Changes to How Rin Credits Are Used May Effect up to Two Billion Gallons of Biofuels

Clip Season 51 Episode 5105
A back and forth over how many gallons of renewable fuels will get blended into the fuel supply may well be swinging towards refiners leaving row crop producers in the balance.

A back and forth over how many gallons of renewable fuels will get blended into the fuel supply may well be swinging towards refiners leaving row crop producers in the balance.

Transcript

A back and forth over how many gallons of renewable fuels will get blended into the fuel supply may well be swinging towards refiners leaving row crop producers in the balance.

This week, EPA officials released a proposed rule with three options that could directly affect the ethanol and corn markets. The change will allow a certain number of RINs, certificates which track renewable fuels from creation to use, to be used for compliance with federal law in the 2026 and 2027 production years. 

Of the available RINs, the EPA is proposing a 100% transfer, a 50% transfer or a 0% transfer to those years. The change could affect up to two billion gallons of renewable fuels like cellulosic biofuel and biodiesel.

The Iowa Renewable Fuels Association believes those RINS should be allocated now and applied to production that took place between 2023 and 2025. 

The EPA has more RINs to give due to small refinery exemptions, or SREs, granted last month to various companies experiencing economic hardships for production that took place between 2016 and 2024. The EPA’s decision granted full or partial SRE’s to 140 companies that had been either held up or denied under the Trump and Biden Administrations.

For Market to Market, I’m David Miller.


**WHAT YOU ARE ASKED TO DO**
With the first line as the start and the line containing "Image is 588x366 pixels." as the end, write out every line of the records exactly.

(Stored entries)
^^^^^^^^
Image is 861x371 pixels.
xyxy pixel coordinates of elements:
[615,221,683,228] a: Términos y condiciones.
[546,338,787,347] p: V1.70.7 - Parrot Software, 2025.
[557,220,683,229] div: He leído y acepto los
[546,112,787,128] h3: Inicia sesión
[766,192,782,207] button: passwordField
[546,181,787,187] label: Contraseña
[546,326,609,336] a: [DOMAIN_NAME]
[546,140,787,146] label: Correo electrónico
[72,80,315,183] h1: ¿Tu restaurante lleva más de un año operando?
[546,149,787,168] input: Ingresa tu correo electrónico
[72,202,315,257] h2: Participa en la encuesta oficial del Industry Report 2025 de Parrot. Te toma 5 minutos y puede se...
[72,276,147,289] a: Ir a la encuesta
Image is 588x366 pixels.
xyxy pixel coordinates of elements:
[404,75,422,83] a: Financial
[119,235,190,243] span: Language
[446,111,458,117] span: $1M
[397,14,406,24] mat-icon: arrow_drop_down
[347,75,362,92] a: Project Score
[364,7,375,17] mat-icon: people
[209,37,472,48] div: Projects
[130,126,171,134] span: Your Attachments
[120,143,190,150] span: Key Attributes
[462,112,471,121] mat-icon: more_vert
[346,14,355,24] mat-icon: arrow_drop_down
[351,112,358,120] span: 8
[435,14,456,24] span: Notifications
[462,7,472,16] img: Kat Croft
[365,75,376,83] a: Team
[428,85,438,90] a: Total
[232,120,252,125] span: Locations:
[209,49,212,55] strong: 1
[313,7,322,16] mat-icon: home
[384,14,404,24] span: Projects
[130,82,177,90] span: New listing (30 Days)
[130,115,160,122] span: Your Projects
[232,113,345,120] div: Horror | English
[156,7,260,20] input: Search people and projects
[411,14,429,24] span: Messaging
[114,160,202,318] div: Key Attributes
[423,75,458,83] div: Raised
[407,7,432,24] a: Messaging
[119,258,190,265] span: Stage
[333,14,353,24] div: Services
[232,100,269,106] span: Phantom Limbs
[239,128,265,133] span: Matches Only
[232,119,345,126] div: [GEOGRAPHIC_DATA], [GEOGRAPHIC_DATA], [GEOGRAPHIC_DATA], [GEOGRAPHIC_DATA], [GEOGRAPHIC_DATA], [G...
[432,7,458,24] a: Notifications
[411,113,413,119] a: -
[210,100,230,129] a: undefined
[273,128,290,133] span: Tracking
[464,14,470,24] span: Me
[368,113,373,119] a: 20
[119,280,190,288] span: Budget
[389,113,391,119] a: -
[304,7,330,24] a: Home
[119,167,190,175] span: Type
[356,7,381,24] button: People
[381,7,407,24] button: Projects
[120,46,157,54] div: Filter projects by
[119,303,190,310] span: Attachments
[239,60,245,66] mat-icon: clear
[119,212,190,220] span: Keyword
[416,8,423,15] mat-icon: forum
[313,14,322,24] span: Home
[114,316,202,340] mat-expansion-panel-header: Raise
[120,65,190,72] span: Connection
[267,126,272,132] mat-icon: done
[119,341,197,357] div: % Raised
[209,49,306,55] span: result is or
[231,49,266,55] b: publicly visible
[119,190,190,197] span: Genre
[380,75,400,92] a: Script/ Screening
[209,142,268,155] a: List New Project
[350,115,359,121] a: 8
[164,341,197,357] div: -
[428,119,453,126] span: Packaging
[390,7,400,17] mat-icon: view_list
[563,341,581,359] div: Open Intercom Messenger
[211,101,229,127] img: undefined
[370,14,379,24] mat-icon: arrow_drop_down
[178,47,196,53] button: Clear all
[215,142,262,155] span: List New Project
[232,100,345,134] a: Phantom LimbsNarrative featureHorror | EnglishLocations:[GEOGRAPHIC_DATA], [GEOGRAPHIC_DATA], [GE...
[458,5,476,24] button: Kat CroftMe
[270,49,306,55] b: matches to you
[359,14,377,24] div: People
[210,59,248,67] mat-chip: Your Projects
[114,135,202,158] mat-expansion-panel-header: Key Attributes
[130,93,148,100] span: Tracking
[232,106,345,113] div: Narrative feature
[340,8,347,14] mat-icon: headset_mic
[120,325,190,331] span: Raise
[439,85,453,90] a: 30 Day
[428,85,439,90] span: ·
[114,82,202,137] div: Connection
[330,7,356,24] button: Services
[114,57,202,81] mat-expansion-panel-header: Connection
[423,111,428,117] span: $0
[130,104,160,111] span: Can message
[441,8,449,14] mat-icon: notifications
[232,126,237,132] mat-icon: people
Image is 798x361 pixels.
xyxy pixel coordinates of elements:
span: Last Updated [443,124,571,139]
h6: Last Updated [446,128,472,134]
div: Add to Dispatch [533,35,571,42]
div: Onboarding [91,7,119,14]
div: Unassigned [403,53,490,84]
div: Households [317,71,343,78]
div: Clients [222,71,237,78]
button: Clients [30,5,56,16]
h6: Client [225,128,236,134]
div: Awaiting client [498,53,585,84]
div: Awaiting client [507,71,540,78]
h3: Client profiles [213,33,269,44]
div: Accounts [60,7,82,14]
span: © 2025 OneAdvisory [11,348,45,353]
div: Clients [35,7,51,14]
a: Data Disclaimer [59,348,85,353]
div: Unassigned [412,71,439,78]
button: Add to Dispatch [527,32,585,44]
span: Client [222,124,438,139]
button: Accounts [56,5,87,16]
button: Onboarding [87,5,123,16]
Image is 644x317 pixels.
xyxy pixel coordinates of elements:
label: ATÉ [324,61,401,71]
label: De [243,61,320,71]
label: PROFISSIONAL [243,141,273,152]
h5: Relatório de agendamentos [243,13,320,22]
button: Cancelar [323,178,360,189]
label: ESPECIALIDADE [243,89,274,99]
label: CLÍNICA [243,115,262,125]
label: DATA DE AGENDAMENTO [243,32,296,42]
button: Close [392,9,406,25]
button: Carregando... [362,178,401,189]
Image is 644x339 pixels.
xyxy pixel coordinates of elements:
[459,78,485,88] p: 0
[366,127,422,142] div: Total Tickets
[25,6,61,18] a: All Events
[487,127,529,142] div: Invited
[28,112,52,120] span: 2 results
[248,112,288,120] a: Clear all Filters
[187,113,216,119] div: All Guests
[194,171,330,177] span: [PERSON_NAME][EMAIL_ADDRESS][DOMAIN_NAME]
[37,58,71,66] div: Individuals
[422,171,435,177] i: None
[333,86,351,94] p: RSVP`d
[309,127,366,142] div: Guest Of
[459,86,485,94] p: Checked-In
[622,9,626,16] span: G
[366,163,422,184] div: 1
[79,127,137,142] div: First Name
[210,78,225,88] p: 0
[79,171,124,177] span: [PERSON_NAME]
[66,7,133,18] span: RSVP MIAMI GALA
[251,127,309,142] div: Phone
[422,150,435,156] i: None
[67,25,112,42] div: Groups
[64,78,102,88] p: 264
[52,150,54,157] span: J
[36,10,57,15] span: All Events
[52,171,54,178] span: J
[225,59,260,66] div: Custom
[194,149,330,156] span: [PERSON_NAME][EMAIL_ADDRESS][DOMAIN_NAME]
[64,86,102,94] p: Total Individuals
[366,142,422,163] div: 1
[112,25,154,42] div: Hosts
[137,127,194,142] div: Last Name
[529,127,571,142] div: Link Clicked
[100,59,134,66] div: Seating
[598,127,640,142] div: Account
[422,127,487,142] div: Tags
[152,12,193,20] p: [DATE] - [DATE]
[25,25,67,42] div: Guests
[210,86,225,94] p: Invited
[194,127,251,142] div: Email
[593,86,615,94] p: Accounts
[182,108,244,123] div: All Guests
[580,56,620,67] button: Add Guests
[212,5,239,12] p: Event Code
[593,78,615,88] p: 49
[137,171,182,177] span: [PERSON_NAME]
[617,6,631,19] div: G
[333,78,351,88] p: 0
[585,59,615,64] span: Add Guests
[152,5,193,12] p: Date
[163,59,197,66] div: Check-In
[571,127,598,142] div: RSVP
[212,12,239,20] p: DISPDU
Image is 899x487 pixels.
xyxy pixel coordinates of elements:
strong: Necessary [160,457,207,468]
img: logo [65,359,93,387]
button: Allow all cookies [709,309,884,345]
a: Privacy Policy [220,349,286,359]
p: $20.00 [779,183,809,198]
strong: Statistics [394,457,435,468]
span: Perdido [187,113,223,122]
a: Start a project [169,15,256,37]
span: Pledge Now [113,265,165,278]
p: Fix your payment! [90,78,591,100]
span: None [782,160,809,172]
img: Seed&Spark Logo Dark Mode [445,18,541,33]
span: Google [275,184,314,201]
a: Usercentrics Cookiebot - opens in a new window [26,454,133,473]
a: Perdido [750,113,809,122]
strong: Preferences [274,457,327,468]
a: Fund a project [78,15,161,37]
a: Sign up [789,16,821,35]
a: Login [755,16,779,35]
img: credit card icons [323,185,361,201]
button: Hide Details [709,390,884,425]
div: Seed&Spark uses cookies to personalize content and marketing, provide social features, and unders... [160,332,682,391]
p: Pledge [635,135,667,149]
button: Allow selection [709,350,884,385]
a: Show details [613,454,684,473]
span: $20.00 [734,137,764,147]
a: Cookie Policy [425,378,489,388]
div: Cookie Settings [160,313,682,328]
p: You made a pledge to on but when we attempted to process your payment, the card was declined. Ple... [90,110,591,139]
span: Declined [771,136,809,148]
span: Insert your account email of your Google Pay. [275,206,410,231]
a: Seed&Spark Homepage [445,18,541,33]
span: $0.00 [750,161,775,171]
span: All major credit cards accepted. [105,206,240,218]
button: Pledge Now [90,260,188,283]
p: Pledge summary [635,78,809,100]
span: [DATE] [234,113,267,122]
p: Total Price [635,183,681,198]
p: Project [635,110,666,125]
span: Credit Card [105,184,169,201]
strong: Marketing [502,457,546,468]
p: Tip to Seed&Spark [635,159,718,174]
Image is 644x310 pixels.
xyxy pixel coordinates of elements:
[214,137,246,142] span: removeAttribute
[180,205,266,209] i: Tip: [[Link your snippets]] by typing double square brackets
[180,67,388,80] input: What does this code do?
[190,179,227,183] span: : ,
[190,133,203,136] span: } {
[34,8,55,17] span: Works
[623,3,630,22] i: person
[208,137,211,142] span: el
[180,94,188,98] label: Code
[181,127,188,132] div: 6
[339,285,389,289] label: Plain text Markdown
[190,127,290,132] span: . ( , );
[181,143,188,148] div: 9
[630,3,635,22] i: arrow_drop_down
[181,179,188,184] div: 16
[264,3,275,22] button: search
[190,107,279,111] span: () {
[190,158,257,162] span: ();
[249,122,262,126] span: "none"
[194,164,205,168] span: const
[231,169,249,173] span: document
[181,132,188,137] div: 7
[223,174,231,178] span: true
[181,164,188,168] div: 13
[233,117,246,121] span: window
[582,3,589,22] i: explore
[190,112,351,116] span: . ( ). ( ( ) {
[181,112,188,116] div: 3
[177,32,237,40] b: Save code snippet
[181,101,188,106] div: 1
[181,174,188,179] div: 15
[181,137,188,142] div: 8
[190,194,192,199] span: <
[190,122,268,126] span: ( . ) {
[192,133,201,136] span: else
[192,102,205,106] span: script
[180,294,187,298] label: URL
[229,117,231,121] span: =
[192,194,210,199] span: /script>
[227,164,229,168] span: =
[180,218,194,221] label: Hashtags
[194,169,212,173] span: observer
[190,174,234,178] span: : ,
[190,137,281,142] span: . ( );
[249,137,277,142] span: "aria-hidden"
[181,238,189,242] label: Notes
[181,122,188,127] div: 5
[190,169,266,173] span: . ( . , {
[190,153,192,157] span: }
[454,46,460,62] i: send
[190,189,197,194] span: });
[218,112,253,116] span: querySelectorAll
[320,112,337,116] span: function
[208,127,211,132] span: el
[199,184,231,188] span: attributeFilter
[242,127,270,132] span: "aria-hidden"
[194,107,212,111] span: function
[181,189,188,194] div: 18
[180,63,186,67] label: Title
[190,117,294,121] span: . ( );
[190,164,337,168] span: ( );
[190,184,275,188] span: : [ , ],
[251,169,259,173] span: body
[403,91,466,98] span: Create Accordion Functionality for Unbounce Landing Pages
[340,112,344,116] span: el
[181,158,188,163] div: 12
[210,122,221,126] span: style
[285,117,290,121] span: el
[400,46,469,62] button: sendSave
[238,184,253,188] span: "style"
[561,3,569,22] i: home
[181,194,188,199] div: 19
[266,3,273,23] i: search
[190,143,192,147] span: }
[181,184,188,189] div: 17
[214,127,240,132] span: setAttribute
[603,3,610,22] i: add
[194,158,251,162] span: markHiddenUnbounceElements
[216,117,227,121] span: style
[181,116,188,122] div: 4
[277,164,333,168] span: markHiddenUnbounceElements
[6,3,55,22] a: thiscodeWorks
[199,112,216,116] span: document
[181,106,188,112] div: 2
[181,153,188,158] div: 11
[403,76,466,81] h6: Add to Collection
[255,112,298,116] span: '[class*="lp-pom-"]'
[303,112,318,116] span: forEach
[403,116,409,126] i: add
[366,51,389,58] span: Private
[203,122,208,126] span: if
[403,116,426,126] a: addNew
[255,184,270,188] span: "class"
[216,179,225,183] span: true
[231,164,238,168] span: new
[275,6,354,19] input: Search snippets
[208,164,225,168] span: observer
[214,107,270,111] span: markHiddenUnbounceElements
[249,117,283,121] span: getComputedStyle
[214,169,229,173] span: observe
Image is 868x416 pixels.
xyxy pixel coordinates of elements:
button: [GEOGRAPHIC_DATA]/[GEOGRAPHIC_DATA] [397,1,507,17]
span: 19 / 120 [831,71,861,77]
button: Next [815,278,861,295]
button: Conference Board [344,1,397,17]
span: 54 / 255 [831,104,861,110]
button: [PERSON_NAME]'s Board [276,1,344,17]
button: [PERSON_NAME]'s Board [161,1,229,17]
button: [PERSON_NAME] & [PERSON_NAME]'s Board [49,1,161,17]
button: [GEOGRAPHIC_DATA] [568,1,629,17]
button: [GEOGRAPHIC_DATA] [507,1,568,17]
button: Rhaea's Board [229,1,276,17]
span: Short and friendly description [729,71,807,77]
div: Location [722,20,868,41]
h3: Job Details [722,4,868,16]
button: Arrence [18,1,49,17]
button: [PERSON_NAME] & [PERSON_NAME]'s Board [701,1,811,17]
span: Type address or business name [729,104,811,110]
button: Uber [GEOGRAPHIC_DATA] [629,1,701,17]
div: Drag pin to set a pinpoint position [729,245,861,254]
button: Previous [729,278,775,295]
^^^^^^^^
**EXPECTED ANSWER**
Image is 861x371 pixels.
xyxy pixel coordinates of elements:
[615,221,683,228] a: Términos y condiciones.
[546,338,787,347] p: V1.70.7 - Parrot Software, 2025.
[557,220,683,229] div: He leído y acepto los
[546,112,787,128] h3: Inicia sesión
[766,192,782,207] button: passwordField
[546,181,787,187] label: Contraseña
[546,326,609,336] a: [DOMAIN_NAME]
[546,140,787,146] label: Correo electrónico
[72,80,315,183] h1: ¿Tu restaurante lleva más de un año operando?
[546,149,787,168] input: Ingresa tu correo electrónico
[72,202,315,257] h2: Participa en la encuesta oficial del Industry Report 2025 de Parrot. Te toma 5 minutos y puede se...
[72,276,147,289] a: Ir a la encuesta
Image is 588x366 pixels.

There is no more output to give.